Above all, “The Clock” is a movie of intimacy, nowhere more than in a sequence that I consider one of the greatest ever filmed. It’s a nighttime scene in a park, where Alice and Joe first acknowledge, to each other and, seemingly, to themselves, that they’re in love. Minnelli crafts an extended and complex series of images of furious stillness and graceful, nearly balletic maneuvering until the lovers converge and kiss, under the glow of streetlights, in a matched series of some of the most ecstatic closeups I’ve ever seen. At a moment of most fervent passion, Garland’s right eyebrow twitches, and that tremor—magnified by Minnelli’s rapt scrutiny—resounds visually like a crashing wave of uncontrollable desire. “The Clock” feels like the closest thing to an erotic documentary that Hollywood could offer at the time of the Hays Code; the fact that it was released uncontested suggests the insignificance and feebleness of the code, and, even more, of directors who took its dictates as constraints on their art.
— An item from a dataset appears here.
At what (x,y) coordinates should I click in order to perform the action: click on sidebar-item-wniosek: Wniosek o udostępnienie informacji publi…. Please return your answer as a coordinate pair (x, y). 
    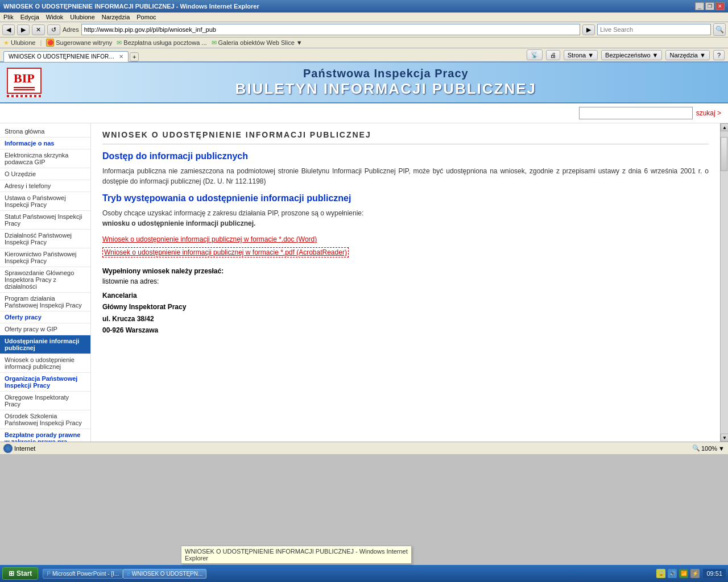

As Joe, Walker has a nearly campy intensity that captures the inexpressible fear of war’s consequences at the root of the role—and that the script itself, by Robert Nathan and Joseph Schrank, catches. Joe has an irrepressible urge to talk; he tells Alice about his dreams and ambitions, his life back home in Indiana, his boyhood reminiscences. It’s as if he were uploading his memory to a stranger for safekeeping, in case he doesn’t come back. The hint of the legacy of wartime marriages—of children to carry on the lineage of men who don’t survive battle, of fatherless children and young widows—haunts the action from the very start. “The Clock” is a movie of the social construction of private life, of love and loss, of sex and death—of ineffable beauty and its inexorable connection to horror. Its vision of the cinema as a living incarnation of a crucial historical moment is, itself, historic.